For families whose wealth enterprise® spans multiple generations, private markets pacing is integrated into the broader governance architecture. Liquidity planning, succession transitions, and philanthropic commitments all affect how much capital can be committed to illiquid strategies at any point in time. The advisory function coordinates these dimensions rather than managing each independently.
Where Structural Conflicts Appear
Placement agent arrangements create a direct conflict between manager selection and commercial interest. When a placement agent receives a fee from a manager for directing investor capital to that fund, the selection process is no longer purely merit-based. The family may be unaware that a placement agent is involved, or that the placement fee is being paid from fund economics.
Proprietary fund preference at institutional advisors operates through approved product lists, revenue-sharing arrangements, or internal incentives that favor the firm’s own investment products. A family invested through a platform where proprietary funds generate additional management fees is not receiving unconflicted access to the private markets universe.
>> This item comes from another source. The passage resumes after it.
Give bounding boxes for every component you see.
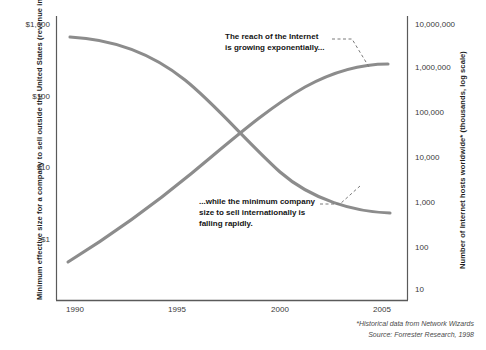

Fee opacity in layered structures prevents families from understanding the true cost of their private markets program. A fund-of-funds structure may report performance net of fund-level fees but gross of the wrapper fees — presenting results that appear stronger than the actual net-of-all-fees outcome the family realizes.
Co-investment allocation conflicts arise when a fund manager allocates co-investment opportunities based on relationship considerations rather than investment fit. Co-investments are typically fee-advantaged and have historically generated strong returns; unequal access to them creates performance disparities between investors in the same underlying fund.
Illiquidity mismanagement occurs when an advisor models commitment pacing without adequate rigor. Families become over-committed, receive capital calls that exceed cash flow capacity, and are forced to sell liquid positions at unfavorable times to meet obligations. This is advisor-generated risk, not market-generated risk.
How Families Evaluate
Families evaluating private markets advisory quality should focus on the structure of the advisory relationship before evaluating any specific fund or manager.
Does the advisor have distribution relationships with private markets managers? If yes, how are those relationships disclosed, and do they affect manager selection or the advisor’s compensation?
Does the advisor access private markets through direct fund relationships or through intermediated vehicles? The answer reveals whether a fee layer exists between the family and the underlying manager.
How does the Investment Committee document manager selection decisions? A disciplined process produces written investment memos, due diligence reports, and comparison analyses before any commitment is made.
How is commitment pacing modeled? Ask to see the liquidity model across all active and anticipated commitments. If the advisor cannot produce one, pacing is not being managed rigorously.
What fees does the family pay at every layer of the private markets program? Aggregate fee reporting — not fund-by-fund statements — should be a standard element of advisory reporting, not a calculation the family must request separately.
How are co-investment opportunities identified and allocated? Access should be systematic — based on fit and capacity — not discretionary or relationship-driven.
For families managing a wealth enterprise® across generations, private markets participation requires the same structural foundation as every other aspect of the advisory relationship: an Investment Committee with selection discipline, a fiduciary with no commercial incentives in the selection process, and a governance framework that integrates illiquid commitments with the family’s full financial picture. The risks of private markets are real. The variable that determines whether they are managed well is the structure of the advisory relationship through which commitments are made.